Once again, the GPL demonstrates its worth as a necessary tool to ensure that the end-user remains in control. Unfortunately, Google decided that the often shoddy practices of its hardware and industry partners should be indulged by allowing them to make proprietary products with Google’s permissively-licensed code. It could be worse: some hardware vendors violate the GPL and blame their suppliers, requiring anyone seeking recourse to traverse the supply chain as far as it goes, potentially to some obscure company in a faraway land whose management plead poverty while actually doing very nicely selling their services to anyone willing to pay; others just appear to brazenly violate the GPL and dare someone to sue them.

The Fairphone organisation could have valued the sustainability benefits of Free Software and cooperative hardware vendors. In doing so, by merely asking for informed opinions, they would have avoided this mess entirely.
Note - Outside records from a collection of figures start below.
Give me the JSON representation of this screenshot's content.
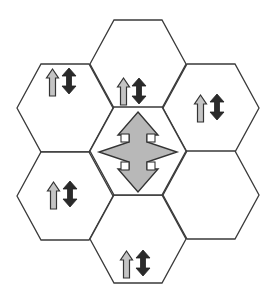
{
  "diagram": {
    "type": "hexagonal-cell-layout",
    "colors": {
      "background": "#ffffff",
      "hex_stroke": "#3a3a3a",
      "light_arrow_fill": "#c4c4c4",
      "dark_arrow_fill": "#2a2a2a",
      "center_arrow_fill": "#b8b8b8",
      "arrow_stroke": "#333333"
    },
    "cells": [
      {
        "id": "top",
        "cx": 138,
        "cy": 64,
        "icons": [
          "up-arrow",
          "up-down-arrow"
        ],
        "icon_x": 117,
        "icon_y": 78
      },
      {
        "id": "upper-left",
        "cx": 65,
        "cy": 108,
        "icons": [
          "up-arrow",
          "up-down-arrow"
        ],
        "icon_x": 47,
        "icon_y": 68
      },
      {
        "id": "upper-right",
        "cx": 211,
        "cy": 108,
        "icons": [
          "up-arrow",
          "up-down-arrow"
        ],
        "icon_x": 194,
        "icon_y": 95
      },
      {
        "id": "center",
        "cx": 138,
        "cy": 151,
        "icons": [
          "four-way-arrow"
        ]
      },
      {
        "id": "lower-left",
        "cx": 65,
        "cy": 196,
        "icons": [
          "up-arrow",
          "up-down-arrow"
        ],
        "icon_x": 48,
        "icon_y": 182
      },
      {
        "id": "lower-right",
        "cx": 211,
        "cy": 195,
        "icons": []
      },
      {
        "id": "bottom",
        "cx": 138,
        "cy": 239,
        "icons": [
          "up-arrow",
          "up-down-arrow"
        ],
        "icon_x": 121,
        "icon_y": 251
      }
    ]
  }
}
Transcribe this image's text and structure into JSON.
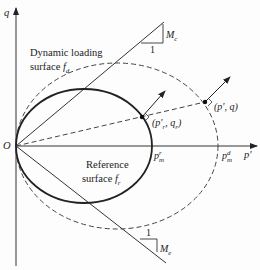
{
  "diagram": {
    "axes": {
      "y_label": "q",
      "x_label": "p'",
      "origin_label": "O"
    },
    "surfaces": {
      "dynamic": {
        "label_line1": "Dynamic loading",
        "label_line2": "surface ",
        "symbol": "f",
        "subscript": "d",
        "style": "dashed"
      },
      "reference": {
        "label_line1": "Reference",
        "label_line2": "surface ",
        "symbol": "f",
        "subscript": "r",
        "style": "solid"
      }
    },
    "points": {
      "reference_point": {
        "label": "(p'",
        "sub": "r",
        "rest": ", q",
        "sub2": "r",
        "close": ")"
      },
      "current_point": {
        "label": "(p', q)"
      }
    },
    "axis_marks": {
      "pm_r": {
        "base": "p",
        "sup": "r",
        "sub": "m"
      },
      "pm_d": {
        "base": "p",
        "sup": "d",
        "sub": "m"
      }
    },
    "slopes": {
      "compression": {
        "run": "1",
        "rise_base": "M",
        "rise_sub": "c"
      },
      "extension": {
        "run": "1",
        "rise_base": "M",
        "rise_sub": "e"
      }
    },
    "colors": {
      "line": "#2a2a2a",
      "background": "#fdfdfd"
    }
  }
}
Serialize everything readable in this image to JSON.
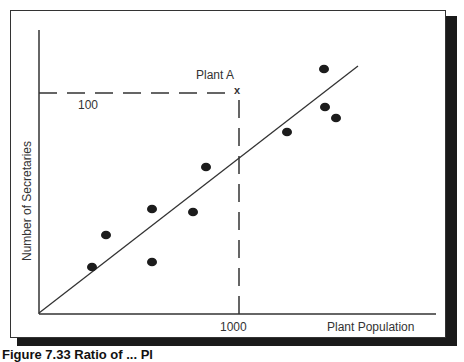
{
  "chart_data": {
    "type": "scatter",
    "title": "",
    "xlabel": "Plant Population",
    "ylabel": "Number of Secretaries",
    "x_ticks": [
      {
        "value": 1000,
        "label": "1000"
      }
    ],
    "y_ticks": [
      {
        "value": 100,
        "label": "100"
      }
    ],
    "grid": false,
    "legend": null,
    "series": [
      {
        "name": "Plants",
        "points_px": [
          [
            92,
            267
          ],
          [
            106,
            235
          ],
          [
            152,
            209
          ],
          [
            152,
            262
          ],
          [
            193,
            212
          ],
          [
            206,
            167
          ],
          [
            287,
            132
          ],
          [
            324,
            69
          ],
          [
            325,
            107
          ],
          [
            336,
            118
          ]
        ]
      }
    ],
    "trend_line": {
      "from_px": [
        39,
        313
      ],
      "to_px": [
        358,
        66
      ]
    },
    "annotation": {
      "label": "Plant A",
      "marker": "x",
      "x_value": 1000,
      "y_value": 100,
      "marker_px": [
        238,
        92
      ]
    },
    "guides": {
      "horizontal_y_px": 93,
      "vertical_x_px": 239
    }
  },
  "labels": {
    "plant_a": "Plant A",
    "marker": "x",
    "y_tick": "100",
    "x_tick": "1000",
    "x_axis": "Plant Population",
    "y_axis": "Number of Secretaries",
    "caption": "Figure 7.33 Ratio of ... Pl"
  }
}
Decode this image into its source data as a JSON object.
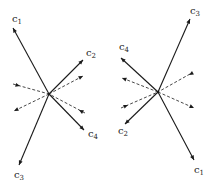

Unfortunately, they may have focused too narrowly only on certain worthy and necessary topics, maintaining an oversimplified view of software that, if mainstream media punditry is to be believed, is merely transient and interchangeable: something that can be made to run on any hardware as if by magic, with each upgrade replacing what was there before with something that is always better, only ever offering improvements and benefits. Those of us with more than a passing knowledge of systems development know that such beliefs are really delusions produced from a lack of experience or a wish to believe that unfamiliar things are easier than they actually are.

Since we cannot go back and change the way things were done before, I suppose that now is the time to deliver on the sustainability promise by fully and properly promoting and supporting Free Software on any future Fairphone device. Which means that the Fairphone organisation has to start listening to people with experience of reliably deploying and supporting Free Software on open or properly-documented hardware, instead of going along with whatever some supplier (and their potentially GPL-violating associates) would have them do just to get the contract in the bag and the device out of the door.